Thursday, February 2, 2017

Enhanced Interrogation


45  has made the case that torture is an effective tool. He is not the first person to make this case, nor is the claim absurd on the surface. It is rooted in the assumption that someone has vital information but won’t voluntarily give it up. By applying extreme discomfort or pain, you can cause him to change his mind and tell you what he knows. In times of war, when the lives of your warriors or citizens are at stake, prohibiting torture means either you value the enemy’s life and comfort more than your compatriots’ or you value moral principles more than moral outcomes. If that were all a discussion of torture involved, it would be simple.

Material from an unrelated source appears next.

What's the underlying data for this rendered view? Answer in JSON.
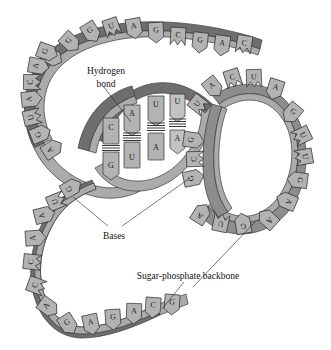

The problem with torture can be stated this way. When you know precisely what you want to know, and from whom you want to know it, and you are certain he knows it, torture is a very efficient tool. But when you are in possession of that much intelligence that you basically have broken the key elements, the likelihood is that less time-consuming analysis of available facts would return you to the source who provided prior information, and it would get you there faster. All that intelligence didn’t fall into your hands by miracle. Go back and look at it again.

The more you know, the more useful torture is. But the more you know, the less likely you are to need to torture. In the case of Boston, it would be no holds barred, and torture would be likely. But the Boston example is unlikely because by the time the investigators got the information they had, they could likely figure out the rest. The less information you have, the more you are likely to collect something new. But what you need more than anything else is to figure out what you need to know. And for that you need to begin by talking to a lot of people. Torture is inefficient.

The moral question of torture is whether it is ever appropriate in order to get information. The answer is obvious. If my grandchild were kidnapped, and the kidnapper wouldn’t talk, I would tear his eyeballs out in a second. The reason is moral. The kidnapper’s moral value is nonexistent because of what he did, while my grandchild is guiltless. Protecting the rights of a monster while endangering the innocent is the height of immorality. I don’t believe anyone who claims to be morally offended by torture, until I see him protecting a kidnapper while risking his child’s life.

But as much fun as making the moral argument is, it is minimally connected to the practical question of torture. Torture is rarely useful because you seldom know the owner of the information you need and precisely what you need to know. And if time really is of the essence, you need to be focusing on what you know.